Friday, September 28, 2012

Celebrating Banned Book Week: 9/30-10/6!



Banned Books Week is the national book community's annual celebration of the freedom to read. The 2012 celebration of Banned Books Week will be held next week, from Sunday, September 30 through Saturday, October 6.

The official website is HERE: http://www.bannedbooksweek.org/


Libraries and bookstores all across the country are planning to draw attention to the problem of censorship during this week with displays of challenged books, and by hosting events.

According to the website, "Banned Books Week was launched in 1982 in response to a sudden surge in the number of challenges to books in schools, bookstores and libraries."

More than 11,300 books have been challenged since 1982. That's not the number of challenges, that's the number of individual BOOKS. (I guess it's good that America is still reading...) According to numbers cited on the Banned Books website, the American Library Association logged 326 challenges reported to the Office of Intellectual Freedom in 2011. Even more go unreported.

Over the years, there have been many, many classics that have been challenged and banned, including Twain's Huckleberry Finn, Salinger's Catcher in the Rye, Steinbeck's The Grapes of Wrath, and Fitzgerald's Great Gatsby. I'm not even mentioning the ones I think *might* be controversial at all - but I don't think any books should be "banned." Recent books that have been targeted include all of the Harry Potter books as well as the Twilight saga. 

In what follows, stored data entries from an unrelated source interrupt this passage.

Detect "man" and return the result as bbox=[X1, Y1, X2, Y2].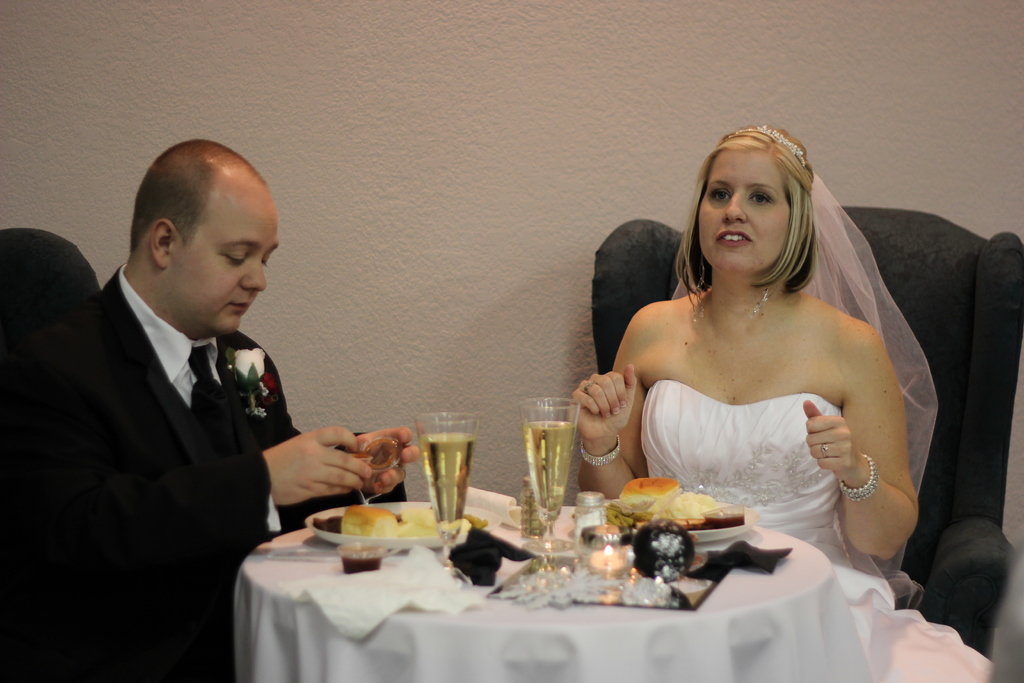
bbox=[26, 120, 390, 646].
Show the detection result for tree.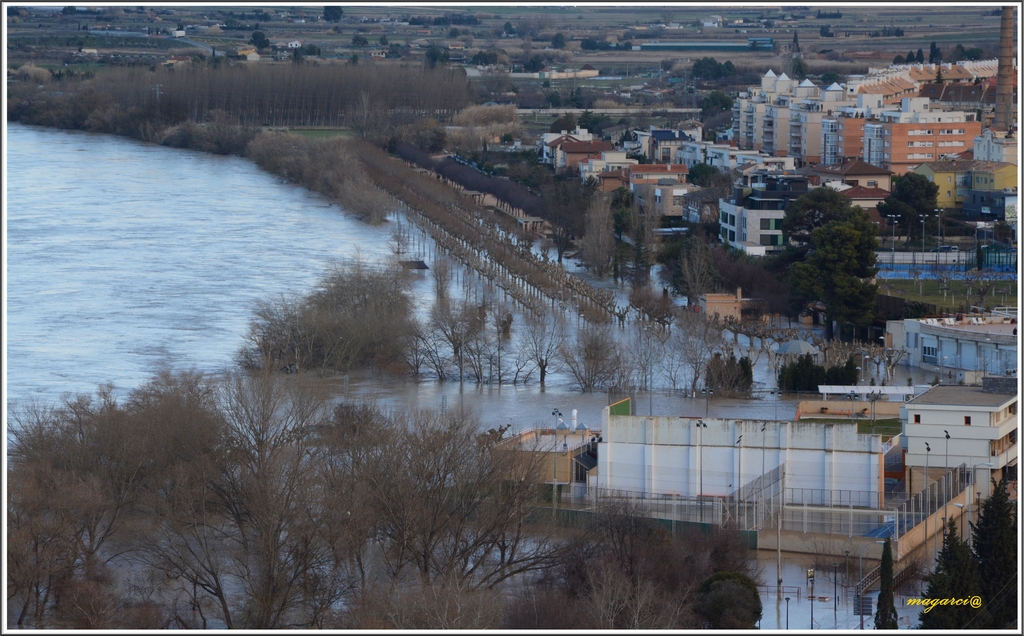
crop(548, 26, 569, 52).
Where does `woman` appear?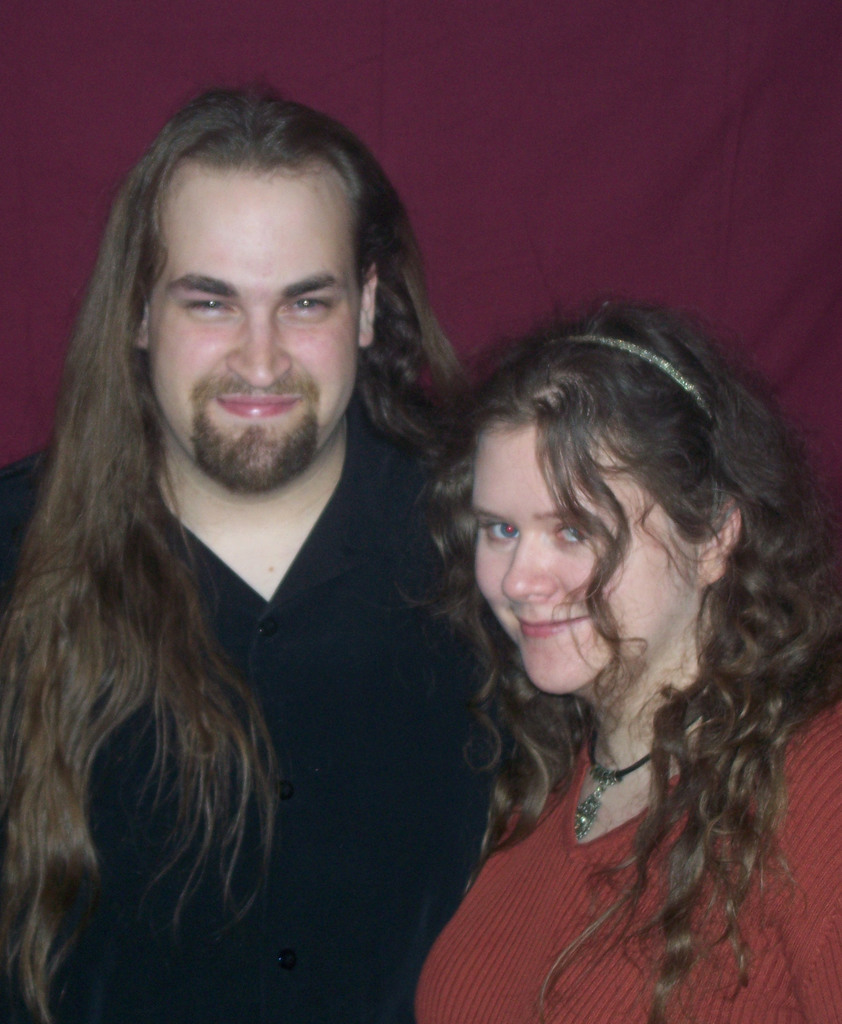
Appears at bbox(358, 253, 839, 1018).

According to the website, the 10 most challenged titles of 2011 were:
  1. ttyl; ttfn; l8r, g8r (series), by Lauren Myracle
    Reasons: offensive language; religious viewpoint; sexually explicit; unsuited to age group
  2. The Color of Earth (series), by Kim Dong Hwa
    Reasons: nudity; sex education; sexually explicit; unsuited to age group
  3. The Hunger Games trilogy, by Suzanne Collins
    Reasons: anti-ethnic; anti-family; insensitivity; offensive language; occult/satanic; violence
  4. My Mom's Having A Baby! A Kid's Month-by-Month Guide to Pregnancy, by Dori Hillestad Butler
    Reasons: nudity; sex education; sexually explicit; unsuited to age group
  5. The Absolutely True Diary of a Part-Time Indian, by Sherman Alexie
    Reasons: offensive language; racism; religious viewpoint; sexually explicit; unsuited to age group
  6. Alice (series), by Phyllis Reynolds Naylor
    Reasons: nudity; offensive language; religious viewpoint
  7. Brave New World, by Aldous Huxley
    Reasons: insensitivity; nudity; racism; religious viewpoint; sexually explicit
  8. What My Mother Doesn't Know, by Sonya Sones
    Reasons: nudity; offensive language; sexually explicit
  9. Gossip Girl (series), by Cecily Von Ziegesar
    Reasons: drugs; offensive language; sexually explicit
  10. To Kill a Mockingbird, by Harper Lee
    Reasons: offensive language; racism
So... what are you going to read next week to celebrate? Go ahead... be a rebel... READ.

1 comment:

  1. Interesting challenges. I always find some of the books that make that list intriguing and then some of the choices puzzling.